How are type 2 diabetes and coronary artery disease related?

How are type 2 diabetes and coronary artery disease related?
MUSC

Type 2 diabetes is a major risk factor for CAD and CAD is the major cause of morbidity and mortality in people with type 2 diabetes. In other words, diabetics are more likely to develop CAD than nondiabetics. These two diseases also share a number of risk factors, notably obesity and physical inactivity and metabolic characteristics, notably dyslipidemia. What are the processes that link these diseases and what interventions are likely to be the most beneficial in preventing or delaying the changes that lead to fatal cardiac events in diabetic patients?

A major component of diabetics' increased risk of CAD is the atherosclerotic process. Although the pathophysiology of atherosclerosis is not fully understood, the process involves changes in the vascular endothelium, the accumulation of fatty plaques, restrictions in blood flow, and vascular and other tissue damage and can result in fatal cardiac events. Atherosclerosis occurs earlier, has an accelerated course, and is more extensive in diabetics compared with the general population. There are probably several factors that contribute to this. Type 2 diabetes is associated with abnormalities in lipoprotein metabolism and an increased propensity for oxidative damage; the hyperglycemia of diabetics, in itself, may accelerate vascular damage; and diabetes is a hypercoagulable state attributable to enhanced coagulation and decreased fibrinolysis, as well as platelet hyperaggregability and endothelial dysfunction (Calles-Escandon et al. 1999).

The Insulin Resistance Atherosclerosis Study reported finding considerably greater intima-media thickness in the common and internal carotid arteries among patients with established diabetes compared with nondiabetic subjects (Wagenknecht et al. 1998). Diabetic patients without previous myocardial infarctions (MI) and nondiabetic patients with a previous MI have been found to have equally high risks of MI. Diabetic patients also have a high mortality rate from a first MI (Miettenen et al. 1998). These observations suggest that diabetics without obvious coronary artery disease may still have extensive atherosclerosis that, if untreated, could lead to serious cardiovascular complications. Some have suggested that this provides a rationale for assessing and treating cardiovascular risk factors in diabetic patients with the same aggressive approaches recommended for nondiabetic patients with a prior MI (Haffner 1999).
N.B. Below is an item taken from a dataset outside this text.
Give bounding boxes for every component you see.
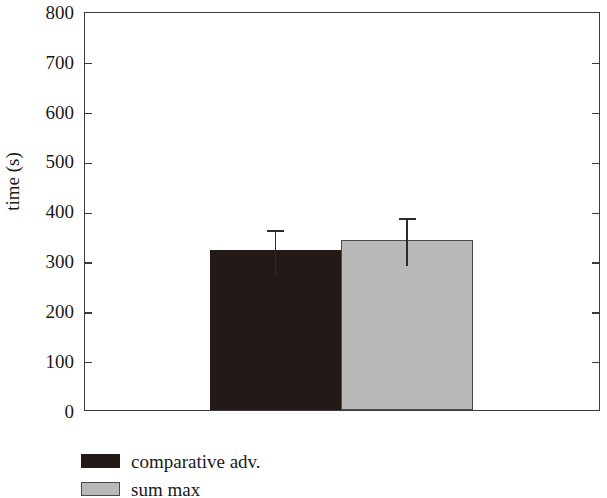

Diabetes treatment protocols (diet, exercise, pharmacological agents, and insulin) concentrate on controlling glycemia which leads to CAD. However, glycemia is not as strongly associated with macrovascular disease as it is with microvascular disease. Macrovascular disease appears to result from dyslipidemia in the diabetic patient. The form of dyslipidemia most frequently observed in diabetics is characterized by increased triglyceride levels and decreased high density lipoprotein (HDL) cholesterol levels. Diabetics also tend to have a higher level of smaller, denser low density lipoprotein LDL subclass pattern B than nondiabetics due to increases in hepatic triglyceride lipase.

Several studies have provided evidence of the link between diabetic dyslipidemia and CAD. A study by Laasko et al. (1993) found that diabetic patients who had coronary artery disease events during a 7-year follow-up period had higher levels of total triglycerides, very low density lipoprotein (VLDL) triglycerides, and VLDL cholesterol, and lower levels of HDL and HDL2 cholesterol than diabetic patients who did not have such events. Other studies have found that both high levels of apolipoprotein B (apoB) and small, dense LDL among patients with high apoB levels also predict coronary artery disease.

Lamarche et al. (1998) compared three non-traditional risk factors for (fasting insulin level, apoB level, and small, dense LDL particle level) with traditional cardiovascular risk factors (elevated LDL level, elevated triglyceride level, and low HDL level) in terms of the risk of ischemic heart disease. They found that the risk was significantly increased in men with small, dense LDL particles and elevated fasting plasma insulin and apoB compared with men who had normal levels of two of these three risk factors.